I am an accidental migrant. I never wanted or needed to leave home. Not at 18 when I left to pursue higher education nor at 34 when I married Brad. 

I miss the life I left behind and the incredible richness of my culture on most good days and definitely on every hard day. Far from home, migrants can never put into words our complicated relationship with our host country. To survive in my new life, I have to forget a lot of what I have left behind.

In the 14 years I have lived away from home I have had the immense privilege to be able to visit my family every year. Today as I hang up the phone with my 80-year-old aunt, who has always lived with my family and is like my mother, I wonder, is this the last time we will talk? My parents, my brothers, my nephews and nieces and all my closest friends are all in lockdown in Pakistan. 

Karachi is already a place racked with all kinds of challenges and is ripe for a massive outbreak of Covid-19. My father who suffers from a debilitating auto-immune condition is easily the most vulnerable in my family. I wonder will he ever meet his new grandson? 

Migrants often leave their closest family members to start a new life in another country. We arrive in different guises but underneath we all carry a similar burden of leaving behind a world which we know and understand. 

Some like me, privileged with education, class, and the right accent can “pass” in my host society as an insider. More often though, first-generation immigrants are on the margins of society, not comfortable in English and working for minimum or less than living wages in spite of their qualifications. 

One of the ways immigrants navigate loss is by finding comfort in the familiar. Far from home, with little to no access to return, first-generation immigrants cluster in ethnic enclaves. They move to places where there are other immigrants like them, and they fill their neighborhoods with the sights and smells of the home they have left behind. 

I remember my first year in Montreal realizing how much I missed the things I took for granted in Karachi: the call to prayer, the local music, the ease in communication and the knowledge of where I belonged. Leaving Karachi drew out just how much I am shaped by where I grew up and how it will always define my identity. Having mixed-race children with dual nationalities has complicated my identity and my relationship to home even more. 

This week the fear that I have in the past buried and placated with yearly trips home arises in the center of my chest. I can’t help but think of the dreaded phone call letting me know that something has happened to someone I love. The distance feels unbearable and all I have is distraction and prayer to survive. 

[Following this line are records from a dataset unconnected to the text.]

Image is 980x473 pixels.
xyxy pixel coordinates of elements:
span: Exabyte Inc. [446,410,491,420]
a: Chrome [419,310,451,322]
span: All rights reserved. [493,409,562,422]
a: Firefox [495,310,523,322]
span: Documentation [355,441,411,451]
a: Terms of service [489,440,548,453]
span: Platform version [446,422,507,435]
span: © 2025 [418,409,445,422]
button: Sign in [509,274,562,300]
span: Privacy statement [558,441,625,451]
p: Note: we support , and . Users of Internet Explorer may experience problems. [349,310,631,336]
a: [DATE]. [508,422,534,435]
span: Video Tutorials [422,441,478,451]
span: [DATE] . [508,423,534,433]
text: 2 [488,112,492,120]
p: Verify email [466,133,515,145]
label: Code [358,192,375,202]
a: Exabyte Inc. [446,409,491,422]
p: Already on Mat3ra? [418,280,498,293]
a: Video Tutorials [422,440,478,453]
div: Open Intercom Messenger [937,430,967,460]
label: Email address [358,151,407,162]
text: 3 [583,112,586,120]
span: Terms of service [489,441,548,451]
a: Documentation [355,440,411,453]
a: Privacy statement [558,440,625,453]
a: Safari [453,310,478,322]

All of us are in this boat of uncertainty together with the illusion of control thrown overboard. I’m living with the helplessness that if something does happen to anyone in my family I cannot travel there. And I am not alone. More and more people, irrespective of their immigration status, share my predicament. 

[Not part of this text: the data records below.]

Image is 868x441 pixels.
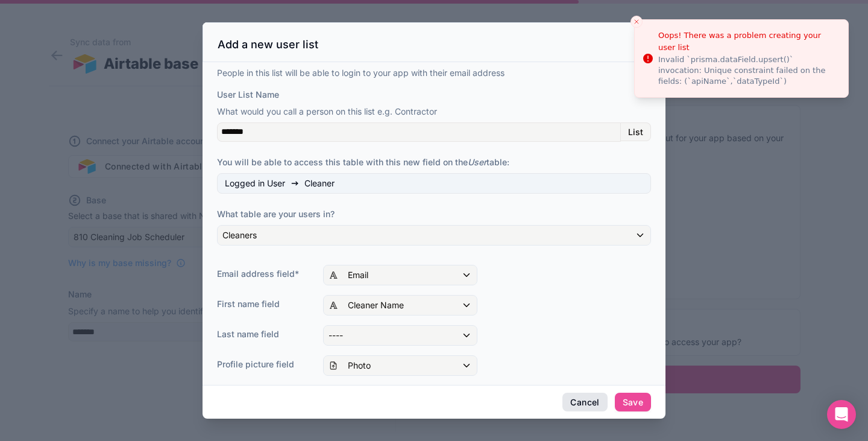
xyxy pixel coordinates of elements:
span: Cleaners [222,230,257,241]
button: Cleaner Name [323,295,478,315]
button: Close toast [630,15,643,28]
label: User List Name [217,89,279,100]
h3: Add a new user list [218,38,319,52]
button: Cleaners [217,225,651,246]
label: Last name field [217,328,314,341]
span: List [628,127,644,137]
span: ---- [328,329,343,341]
span: Photo [348,359,371,372]
div: Invalid `prisma.dataField.upsert()` invocation: Unique constraint failed on the fields: (`apiName... [658,54,839,87]
div: Open Intercom Messenger [827,400,856,429]
span: Cleaner [305,177,335,190]
label: Email address field* [217,268,314,280]
p: What would you call a person on this list e.g. Contractor [217,105,651,118]
button: Save [615,393,651,412]
span: Logged in User [225,177,285,190]
button: Cancel [563,393,607,412]
button: Email [323,265,478,285]
span: Cleaner Name [348,299,404,311]
em: User [468,157,487,167]
button: Photo [323,355,478,376]
input: display-name [217,123,621,142]
div: Oops! There was a problem creating your user list [658,29,839,53]
span: You will be able to access this table with this new field on the table: [217,157,510,167]
label: First name field [217,298,314,310]
label: Profile picture field [217,359,314,371]
label: What table are your users in? [217,208,651,221]
p: People in this list will be able to login to your app with their email address [217,67,651,79]
button: ---- [323,325,478,345]
span: Email [348,269,368,281]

Covid-19 has stripped bare our privileges, exposed our vulnerabilities individually and collectively, and demonstrates how meaningful in-person human connection is. We are reminded that we are all vulnerable to catastrophic and sudden changes and that there have always been people living with treacherous uncertainty and fear. 

I hope this crisis can teach us to look with mercy into each other’s worlds. During this time, we have the most bittersweet of opportunities to stand in this groundlessness together.